Housing Squats as “Educational Sites of Resistance”: The Process of Movement Social Base Formation in the Struggle for the House

This paper aims to contribute to the scholarly work on the internal dynamics of contemporary housing movements. In particular, it explores the spatial strategies through which squat inhabitants change the configuration of the squat to turn an abandoned building into a house for multiple families. Th...

Full description

Saved in:
Bibliographic Details
Published inAntipode Vol. 51; no. 3; pp. 730 - 749
Main Author Caciagli, Carlotta
Format Journal Article
LanguageEnglish
Published Oxford Wiley Subscription Services, Inc 01.06.2019
Subjects
Online AccessGet full text

Cover

Loading…
More Information
Summary:This paper aims to contribute to the scholarly work on the internal dynamics of contemporary housing movements. In particular, it explores the spatial strategies through which squat inhabitants change the configuration of the squat to turn an abandoned building into a house for multiple families. The main argument is that these strategies, requiring horizontal participation and solidarity, catalyse the transformation of a sum of people dispossessed of the house into a collective, political subject. Therefore, the author proposes to analyse housing squats as “educational sites of resistance”. The findings come from the author's participant observation of Rome's housing movement organisation Coordinamento Cittadino di Lotta per la casa. In addition to providing empirical knowledge, the paper aims to offer inputs for investigating to what extent the process of politicisation is shaped by the space and what constitute the peculiarities of a so‐recomposed collective subject.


## [TASK DESCRIPTION]
Each entry should be given again exactly, with any image left out.

[Stored data entries]
• • • • • • •

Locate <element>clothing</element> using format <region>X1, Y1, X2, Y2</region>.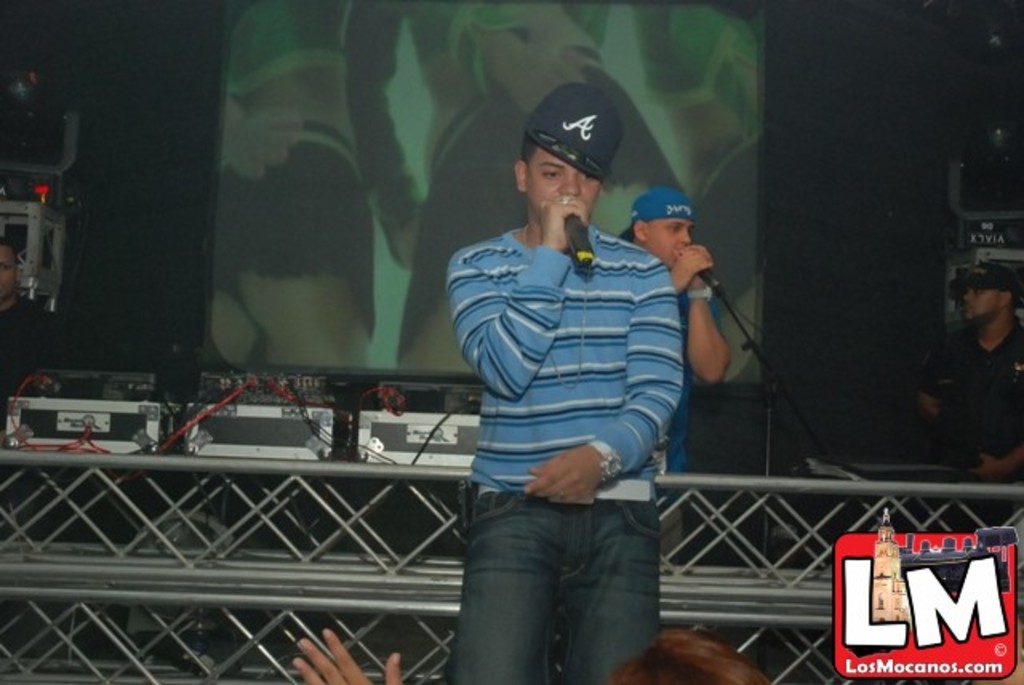
<region>434, 178, 701, 610</region>.
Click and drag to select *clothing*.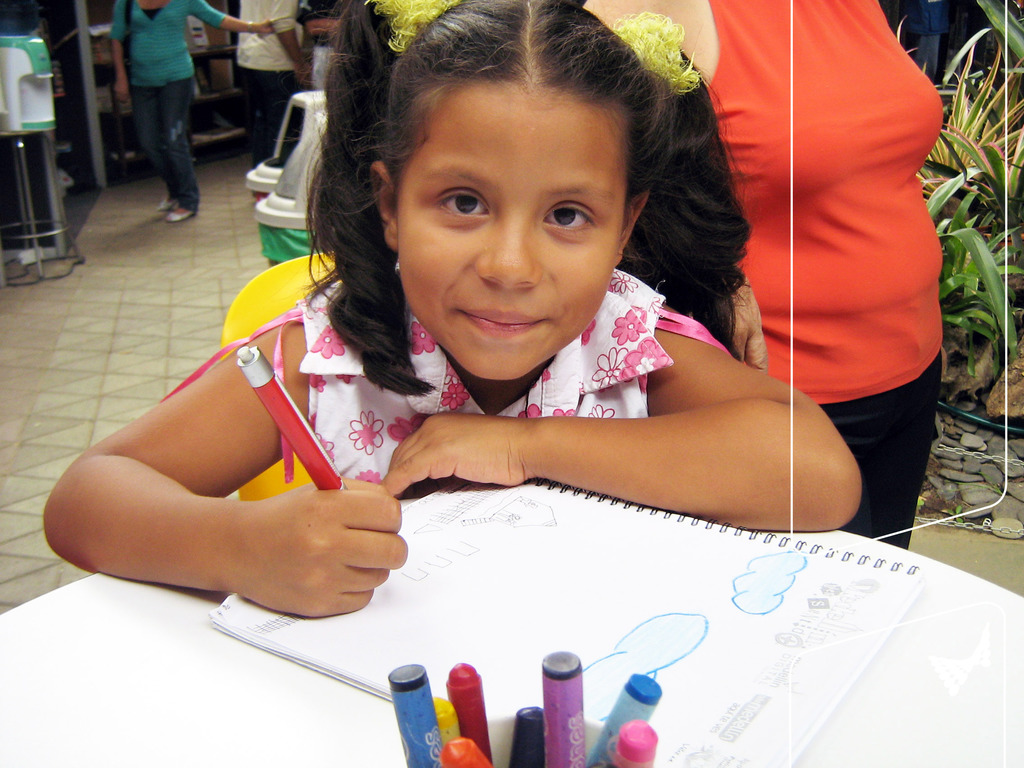
Selection: x1=109 y1=0 x2=225 y2=207.
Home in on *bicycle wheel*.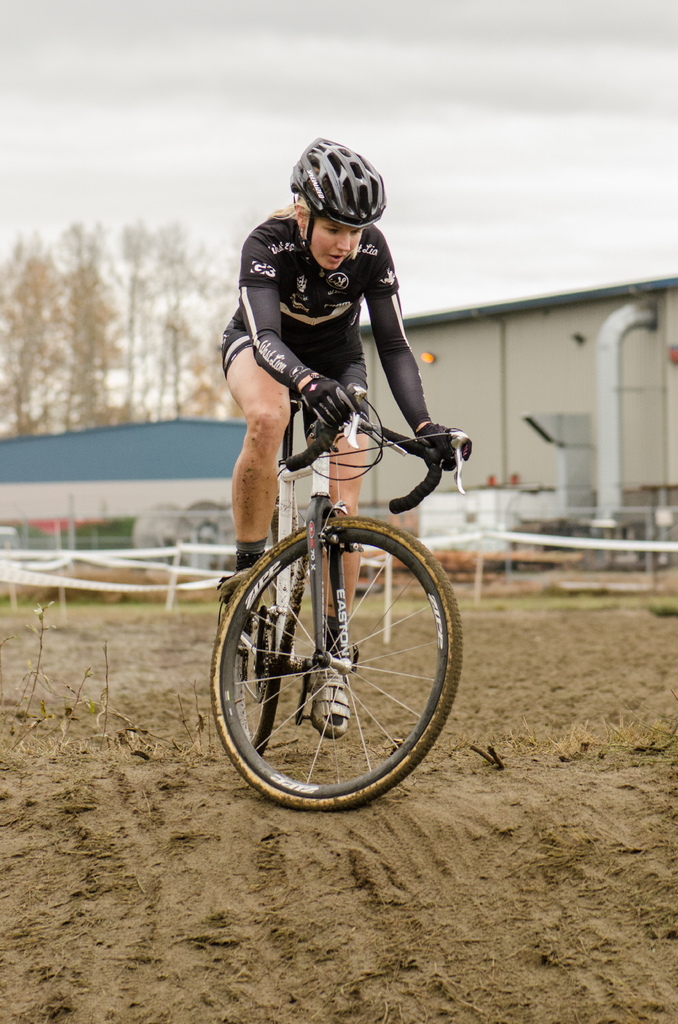
Homed in at 212/519/460/815.
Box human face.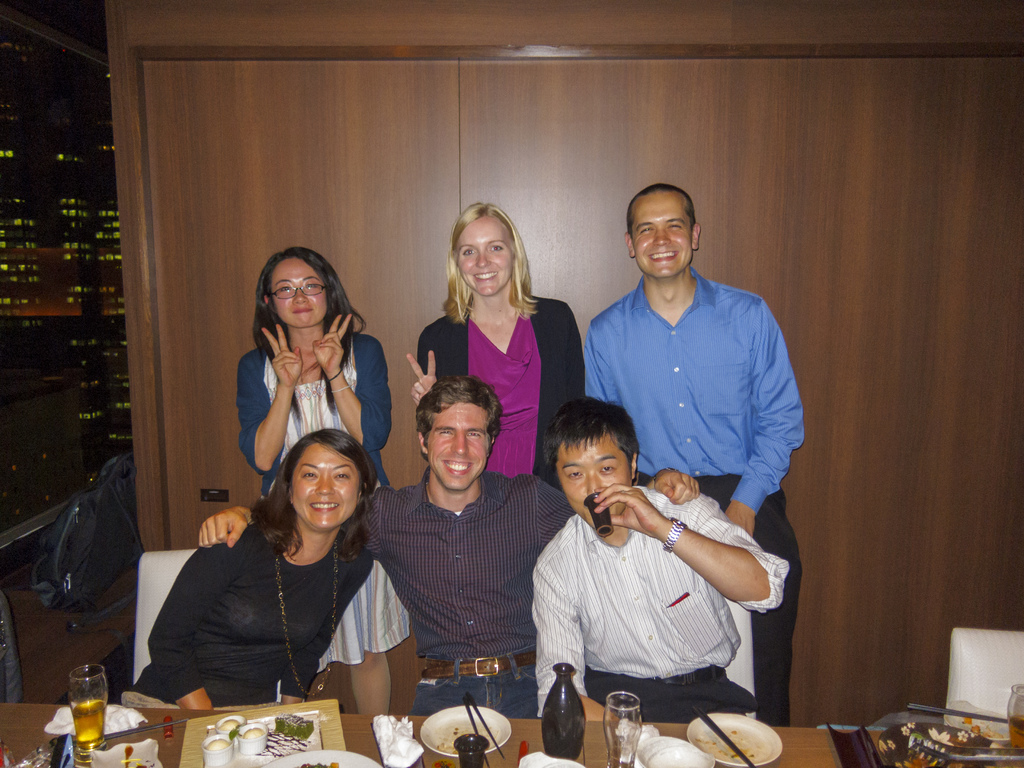
region(287, 440, 361, 525).
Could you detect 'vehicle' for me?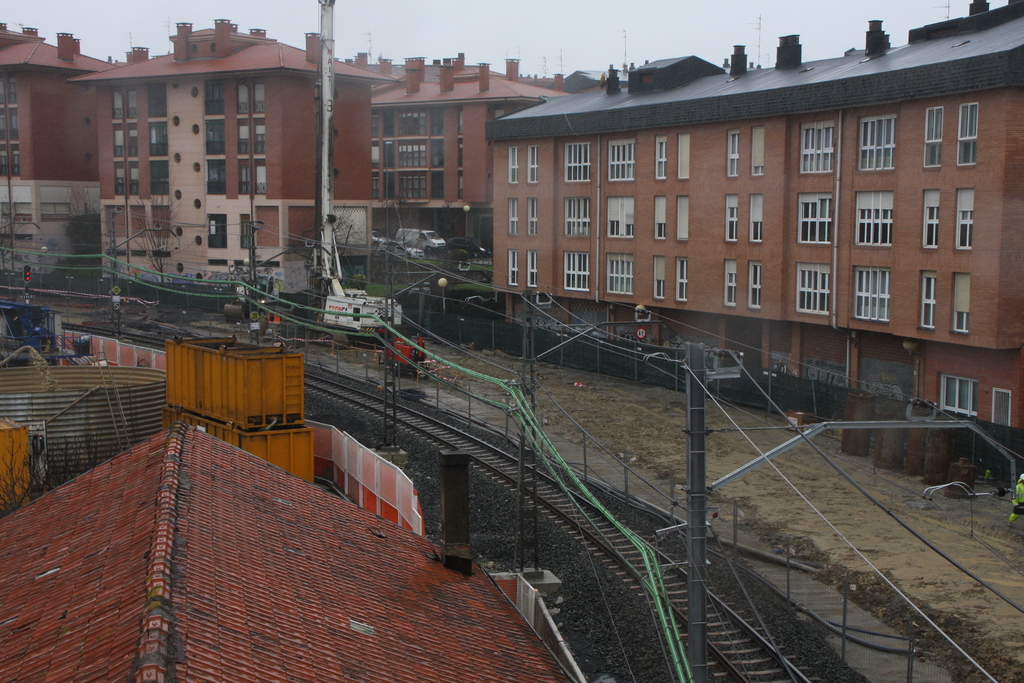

• • • • • • •

## [EXPECTED ANSWER]
Locate <element>clothing</element> using format <region>X1, Y1, X2, Y2</region>.
<region>434, 178, 701, 610</region>.
Click and drag to select *clothing*.
Selection: x1=109 y1=0 x2=225 y2=207.
Home in on *bicycle wheel*.
Homed in at 212/519/460/815.
Box human face.
region(287, 440, 361, 525).
Could you detect 'vehicle' for me?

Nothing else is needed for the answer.